Canada Bans Press Coverage of Coffins Returning from War
This article is from the archive of The New York Sun before the launch of its new website in 2022. The Sun has neither altered nor updated such articles but will seek to correct any errors, mis-categorizations or other problems introduced during transfer.
TORONTO – A day after Canada’s newspapers carried front-page photos of the flag-draped coffins of four soldiers killed in Afghanistan, the Conservative government slapped a ban on press coverage of the coffins’ return home to Canada yesterday.
The order, and an earlier decision by the government not to lower the national flag to half-staff to mark the soldiers’ deaths, brought criticisms that Prime Minister Harper is trying to muffle reaction to Afghanistan casualties.
“What is the prime minister trying to hide by dishonoring fallen soldiers?” the leader of the opposition New Democratic Party, Jack Layton, demanded in the House of Commons yesterday.
“We should not be trying to hide these things,” the leader of the Liberal Party, Bill Graham, echoed.
Mr. Harper insisted the government is protecting the privacy of grieving families, and Conservative officials said the flag has traditionally not been lowered for war casualties. But the debate underlined the public’s qualms over Canada’s beefed-up role in Afghanistan, and the government’s nervousness about uncertain support for that operation.
Canada now has 2,300 troops in Afghanistan, and has recently moved its operation from Kabul to the more dangerous Kandahar region in the south. The four soldiers, killed Saturday in a roadside bomb blast north of Kandahar city, brought the Canadian death toll in Afghanistan to 16, including a diplomat. The country’s papers were filled with stories about the four fallen men. The attack was the deadliest by insurgents against Canadian troops since they deployed to Afghanistan.
Mr. Harper, who took office in January, is a strong supporter of the military mission. But the most recent public opinion poll found Canadians evenly split on having troops in Afghanistan.
The redeployment to Kandahar and the casualties have led to “a series of rude awakenings for Canadians,” the executive director of the Dominion Institute, which runs a veterans’ awareness project, Rudyard Griffiths, said. That unease is increased by Canadians’ strong opposition to the American-led invasion of Iraq and to the Bush administration, he said.
“It’s a very fine balancing act the prime minister has to manage, communicating to Canadians that Afghanistan is not Iraq,” Mr. Griffiths said. As reports of Afghan civilian and Canadian military casualties mount, “it’s going to transfer that negative image of a bungled enterprise, of hopelessness, from George Bush to Stephen Harper.”
The comparison came quickly yesterday after the government ordered journalists away from the Trenton, Ontario, air base when the coffins of the four soldiers arrived.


The lines from the one holding "Find the location of a particular element. Image" to the final line of the listing below are to be duplicated exactly, with both ends included and pictures omitted.

+===+

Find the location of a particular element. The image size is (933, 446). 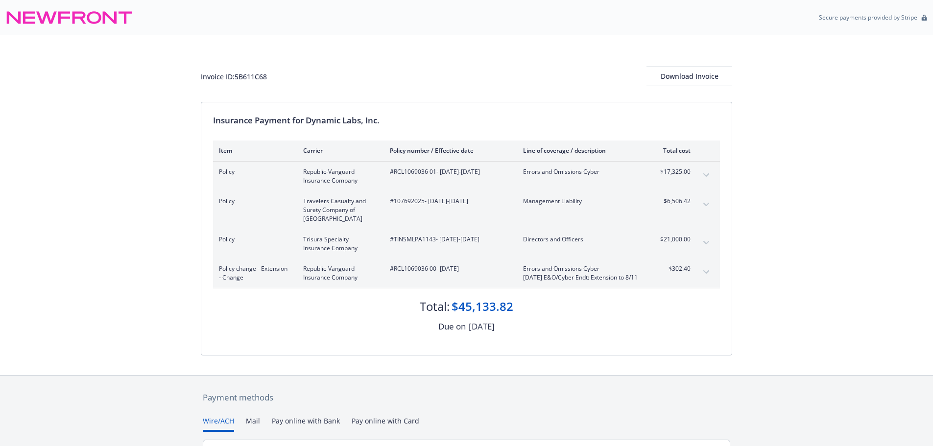

button: Download Invoice is located at coordinates (689, 76).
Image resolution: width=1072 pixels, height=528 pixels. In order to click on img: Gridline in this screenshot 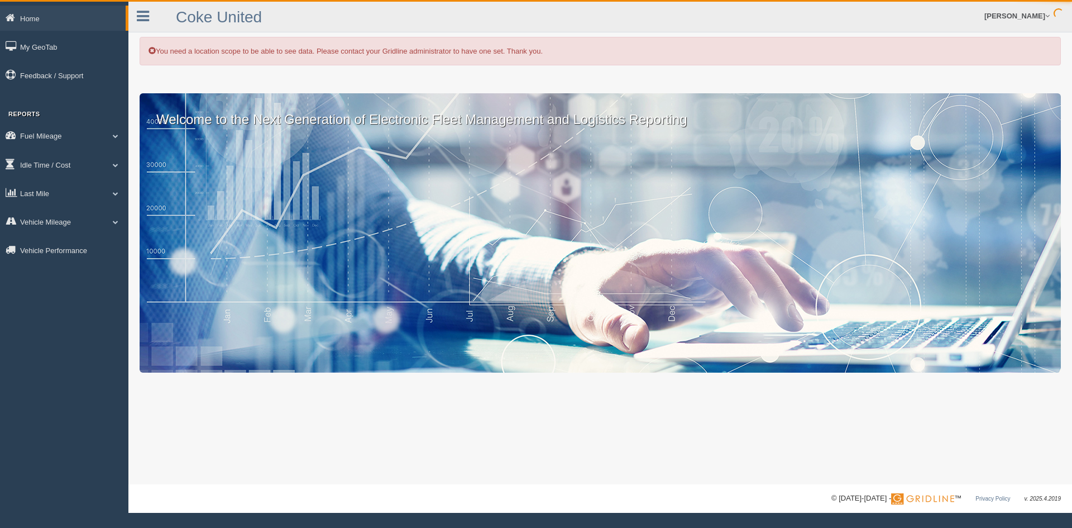, I will do `click(923, 499)`.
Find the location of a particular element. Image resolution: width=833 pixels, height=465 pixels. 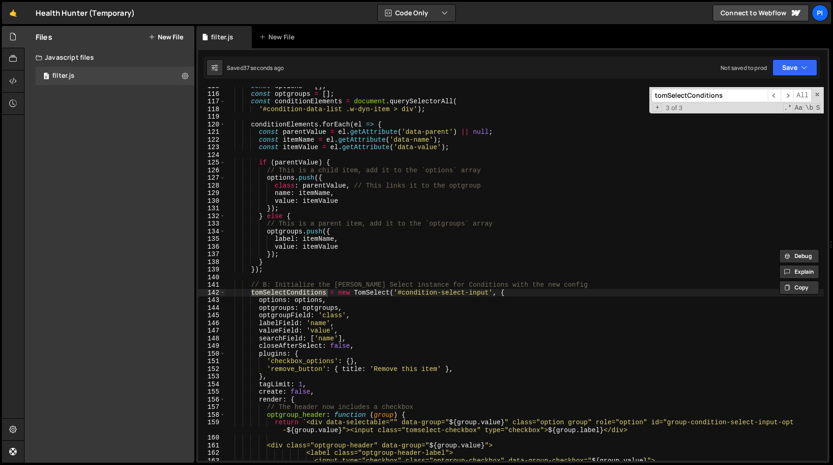

div: 133 is located at coordinates (212, 224).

+===+

• _Problem solution_:
Find the location of a particular element. Image resolution: width=833 pixels, height=465 pixels. 

div: 133 is located at coordinates (212, 224).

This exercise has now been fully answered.